RO makes clean water slowly. A whole-house setup usually needs a storage tank, often with a booster pump, so showers and appliances have enough water when several fixtures run at once.

The system also sends concentrate to the drain. That waste stream is normal, but it means the plumbing has to handle extra discharge. The more water a family uses, the more important that drain design becomes.

Waste water is part of the trade-off

RO does not convert all incoming water into clean water. Some of it always leaves through the waste line. Whole-house systems can be effective, but they usually use more water than a point-of-use unit at the kitchen sink.

That is one reason sizing matters so much. A system that looks fine on paper can still struggle during a busy morning if the storage tank is too small or the membrane capacity is too low.

Whole-house RO vs under-sink RO, adsorptive media, and anion exchange

Whole-house RO can remove arsenic, but it is not the automatic best choice. The right system depends on where you need treated water and what else is in the well.

Option Best fit Main trade-off
Whole-house RO Every tap needs treated water, or the well has several water issues Higher cost, more waste, more maintenance
Under-sink RO Drinking and cooking water at one faucet Only treats one point of use
Adsorptive media Dedicated arsenic reduction with lower waste Media life depends on water chemistry
Anion exchange Wells with arsenate and stable water chemistry Competing ions can shorten performance

For many private wells, the kitchen sink is where arsenic treatment matters most. People drink the water, cook with it, and make ice with it. That is why under-sink RO often gives the best mix of cost, simplicity, and performance.

Adsorptive media can also work well. Iron-based media and activated alumina are common options for arsenic-specific treatment. They usually waste less water than RO, but the media must be replaced on schedule.

Anion exchange is another tool, and it works best when arsenic is in the arsenate form. It can also be sensitive to competing ions in the water, so it needs careful design and testing.

If hardness is also part of the problem, the difference between RO and water softeners helps separate the jobs. A softener handles calcium and magnesium. It does not remove arsenic.

Testing and maintenance after installation

The safe answer starts with a real lab report and ends with another one.

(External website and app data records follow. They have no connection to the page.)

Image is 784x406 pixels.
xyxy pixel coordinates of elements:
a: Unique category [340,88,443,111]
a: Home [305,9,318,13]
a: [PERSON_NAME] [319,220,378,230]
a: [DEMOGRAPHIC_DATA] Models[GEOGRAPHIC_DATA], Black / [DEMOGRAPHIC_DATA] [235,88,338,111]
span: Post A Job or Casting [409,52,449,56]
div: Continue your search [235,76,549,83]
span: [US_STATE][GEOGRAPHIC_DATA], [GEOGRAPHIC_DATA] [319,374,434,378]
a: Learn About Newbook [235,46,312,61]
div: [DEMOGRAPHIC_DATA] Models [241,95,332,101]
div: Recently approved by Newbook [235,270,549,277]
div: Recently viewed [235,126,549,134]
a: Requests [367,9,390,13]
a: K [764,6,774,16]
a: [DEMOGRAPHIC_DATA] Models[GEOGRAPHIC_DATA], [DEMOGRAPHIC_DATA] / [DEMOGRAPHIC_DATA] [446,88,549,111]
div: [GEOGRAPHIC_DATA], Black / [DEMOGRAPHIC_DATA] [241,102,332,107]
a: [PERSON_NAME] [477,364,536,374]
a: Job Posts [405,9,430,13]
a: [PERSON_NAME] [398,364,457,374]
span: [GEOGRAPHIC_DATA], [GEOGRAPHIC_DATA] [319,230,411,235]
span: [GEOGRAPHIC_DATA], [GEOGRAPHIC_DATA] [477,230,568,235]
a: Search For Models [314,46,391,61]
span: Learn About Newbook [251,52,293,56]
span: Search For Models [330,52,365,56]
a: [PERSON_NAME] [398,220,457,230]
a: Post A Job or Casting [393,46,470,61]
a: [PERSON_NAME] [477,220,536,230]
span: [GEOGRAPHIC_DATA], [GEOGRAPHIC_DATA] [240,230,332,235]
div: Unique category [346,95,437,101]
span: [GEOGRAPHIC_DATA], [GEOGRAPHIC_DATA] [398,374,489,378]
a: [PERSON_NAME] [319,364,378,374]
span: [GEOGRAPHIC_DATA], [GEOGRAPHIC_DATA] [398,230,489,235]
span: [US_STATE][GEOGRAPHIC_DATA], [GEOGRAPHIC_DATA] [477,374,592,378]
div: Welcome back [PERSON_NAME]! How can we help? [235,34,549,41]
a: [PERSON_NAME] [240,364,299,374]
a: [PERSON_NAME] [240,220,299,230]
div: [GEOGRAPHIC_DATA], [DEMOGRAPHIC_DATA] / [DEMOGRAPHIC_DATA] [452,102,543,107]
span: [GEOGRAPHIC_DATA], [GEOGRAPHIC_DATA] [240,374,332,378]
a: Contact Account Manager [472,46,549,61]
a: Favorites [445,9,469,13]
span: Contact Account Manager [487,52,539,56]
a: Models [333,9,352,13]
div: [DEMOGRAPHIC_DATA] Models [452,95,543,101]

Test the raw well water first, then test the treated water after the system has run long enough to stabilize.

A handheld TDS meter can tell you that minerals changed. It cannot tell you whether arsenic dropped to a safe level. Certified lab testing is the only way to verify that the system is doing its job.

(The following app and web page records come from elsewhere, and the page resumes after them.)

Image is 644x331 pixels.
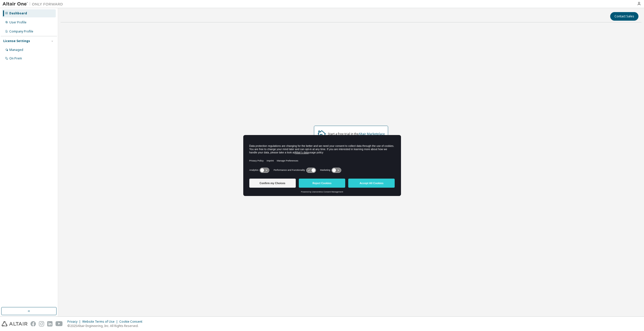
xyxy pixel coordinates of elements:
div: Start a free trial in the [328,132,385,136]
div: Managed [9,48,23,52]
img: altair_logo.svg [2,321,27,327]
img: youtube.svg [56,321,63,327]
img: Altair One [3,2,66,6]
div: Company Profile [9,30,33,33]
p: © 2025 Altair Engineering, Inc. All Rights Reserved. [67,324,146,328]
div: License Settings [3,39,30,43]
div: Cookie Consent [120,320,146,324]
a: Altair Marketplace [358,132,385,136]
button: Contact Sales [610,12,639,20]
img: instagram.svg [39,321,44,327]
img: facebook.svg [31,321,36,327]
img: linkedin.svg [47,321,52,327]
div: On Prem [9,57,22,60]
div: Website Terms of Use [82,320,120,324]
div: Dashboard [9,11,27,16]
div: Privacy [67,320,82,324]
div: User Profile [9,20,26,24]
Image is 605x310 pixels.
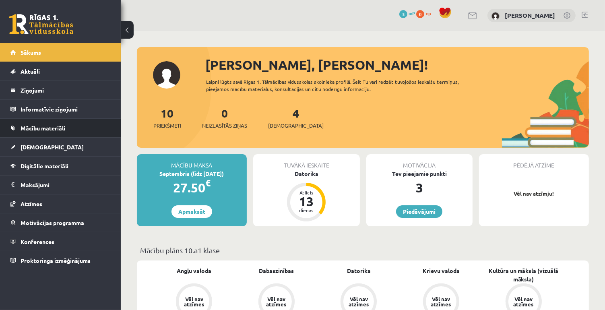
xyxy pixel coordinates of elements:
[10,62,111,80] a: Aktuāli
[396,205,442,218] a: Piedāvājumi
[259,266,294,275] a: Dabaszinības
[265,296,288,307] div: Vēl nav atzīmes
[183,296,205,307] div: Vēl nav atzīmes
[425,10,431,16] span: xp
[399,10,415,16] a: 3 mP
[171,205,212,218] a: Apmaksāt
[21,162,68,169] span: Digitālie materiāli
[21,238,54,245] span: Konferences
[430,296,452,307] div: Vēl nav atzīmes
[479,154,589,169] div: Pēdējā atzīme
[366,154,473,169] div: Motivācija
[482,266,565,283] a: Kultūra un māksla (vizuālā māksla)
[202,122,247,130] span: Neizlasītās ziņas
[253,154,360,169] div: Tuvākā ieskaite
[21,175,111,194] legend: Maksājumi
[21,81,111,99] legend: Ziņojumi
[399,10,407,18] span: 3
[153,106,181,130] a: 10Priekšmeti
[10,100,111,118] a: Informatīvie ziņojumi
[205,55,589,74] div: [PERSON_NAME], [PERSON_NAME]!
[10,251,111,270] a: Proktoringa izmēģinājums
[483,190,585,198] p: Vēl nav atzīmju!
[416,10,424,18] span: 0
[253,169,360,178] div: Datorika
[10,81,111,99] a: Ziņojumi
[21,68,40,75] span: Aktuāli
[268,106,324,130] a: 4[DEMOGRAPHIC_DATA]
[294,208,318,212] div: dienas
[10,138,111,156] a: [DEMOGRAPHIC_DATA]
[137,154,247,169] div: Mācību maksa
[21,49,41,56] span: Sākums
[10,119,111,137] a: Mācību materiāli
[423,266,460,275] a: Krievu valoda
[21,124,65,132] span: Mācību materiāli
[153,122,181,130] span: Priekšmeti
[9,14,73,34] a: Rīgas 1. Tālmācības vidusskola
[408,10,415,16] span: mP
[512,296,535,307] div: Vēl nav atzīmes
[205,177,210,189] span: €
[140,245,586,256] p: Mācību plāns 10.a1 klase
[21,219,84,226] span: Motivācijas programma
[10,213,111,232] a: Motivācijas programma
[347,266,371,275] a: Datorika
[366,178,473,197] div: 3
[21,100,111,118] legend: Informatīvie ziņojumi
[10,194,111,213] a: Atzīmes
[253,169,360,223] a: Datorika Atlicis 13 dienas
[505,11,555,19] a: [PERSON_NAME]
[10,175,111,194] a: Maksājumi
[416,10,435,16] a: 0 xp
[268,122,324,130] span: [DEMOGRAPHIC_DATA]
[347,296,370,307] div: Vēl nav atzīmes
[294,190,318,195] div: Atlicis
[491,12,499,20] img: Jekaterina Kovaļonoka
[137,169,247,178] div: Septembris (līdz [DATE])
[206,78,477,93] div: Laipni lūgts savā Rīgas 1. Tālmācības vidusskolas skolnieka profilā. Šeit Tu vari redzēt tuvojošo...
[10,157,111,175] a: Digitālie materiāli
[294,195,318,208] div: 13
[177,266,211,275] a: Angļu valoda
[137,178,247,197] div: 27.50
[21,143,84,150] span: [DEMOGRAPHIC_DATA]
[366,169,473,178] div: Tev pieejamie punkti
[10,232,111,251] a: Konferences
[10,43,111,62] a: Sākums
[21,200,42,207] span: Atzīmes
[21,257,91,264] span: Proktoringa izmēģinājums
[202,106,247,130] a: 0Neizlasītās ziņas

Use the same logic after any major maintenance. Replace filters on schedule. Watch for pressure drops. Recheck the membrane if the well changes, the water smells different, or the house sits through heavy rain, flooding, or pump work.

Lab testing tells the truth. Taste does not.

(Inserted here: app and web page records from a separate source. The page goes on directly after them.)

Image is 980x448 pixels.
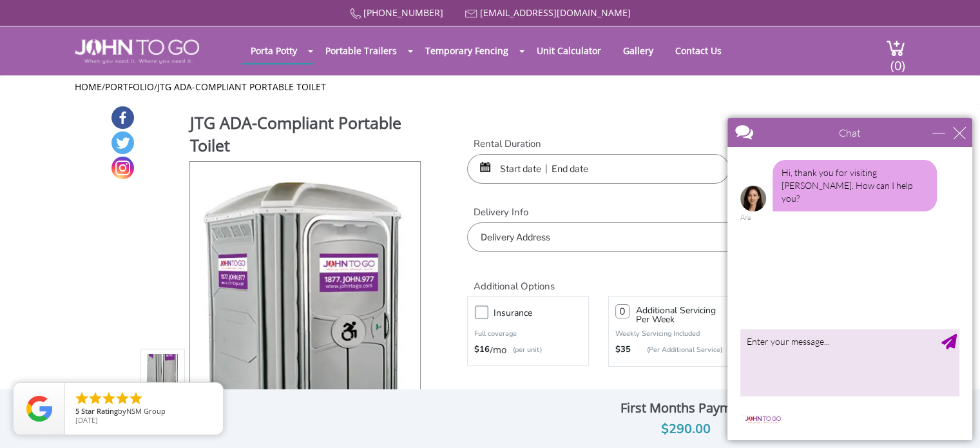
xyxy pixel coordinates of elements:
[157,81,326,93] a: JTG ADA-Compliant Portable Toilet
[75,81,905,93] ul: / /
[720,110,980,448] iframe: Live Chat Box
[350,9,361,19] img: Call
[81,406,118,416] span: Star Rating
[363,6,444,19] a: [PHONE_NUMBER]
[615,344,631,357] strong: $35
[467,137,729,151] label: Rental Duration
[563,397,809,419] div: First Months Payment
[105,81,154,93] a: Portfolio
[467,222,870,252] input: Delivery Address
[241,38,307,63] a: Porta Potty
[127,406,165,416] span: NSM Group
[493,305,594,321] h3: Insurance
[480,6,631,19] a: [EMAIL_ADDRESS][DOMAIN_NAME]
[890,47,905,74] span: (0)
[615,304,629,319] input: 0
[506,344,542,357] p: (per unit)
[75,415,98,425] span: [DATE]
[111,157,134,179] a: Instagram
[666,38,731,63] a: Contact Us
[75,406,79,416] span: 5
[316,38,406,63] a: Portable Trailers
[467,265,870,293] h2: Additional Options
[467,154,729,183] input: Start date | End date
[190,111,422,160] h1: JTG ADA-Compliant Portable Toilet
[886,40,905,57] img: cart a
[101,390,116,406] li: 
[631,344,723,355] p: (Per Additional Service)
[75,81,102,93] a: Home
[111,106,134,129] a: Facebook
[475,344,581,357] div: /mo
[75,407,213,416] span: by
[636,306,723,324] h3: Additional Servicing Per Week
[27,396,52,421] img: Review Rating
[527,38,611,63] a: Unit Calculator
[88,390,103,406] li: 
[75,40,199,64] img: JOHN to go
[115,390,130,406] li: 
[416,38,518,63] a: Temporary Fencing
[111,132,134,154] a: Twitter
[467,206,870,219] label: Delivery Info
[128,390,144,406] li: 
[465,9,477,18] img: Mail
[613,38,663,63] a: Gallery
[475,327,581,340] p: Full coverage
[615,329,723,338] p: Weekly Servicing Included
[475,344,490,357] strong: $16
[563,419,809,439] div: $290.00
[74,390,90,406] li: 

If you want help matching pretreatment, membrane size, and service intervals to your well report, professional water conditioning services can turn the lab numbers into a workable plan.

Conclusion

A whole-house reverse osmosis system can remove arsenic from well water, but it works best when it matches the water in front of it. Arsenic V is easier to reject than arsenic III, so oxidation often matters. Pretreatment, storage, and a drain line also shape how well the system performs.

For many homeowners, the best treatment is the simplest one that passes testing. Sometimes that is whole-house RO. Sometimes it is under-sink RO, adsorptive media, or anion exchange. The right choice comes from lab results, not assumptions.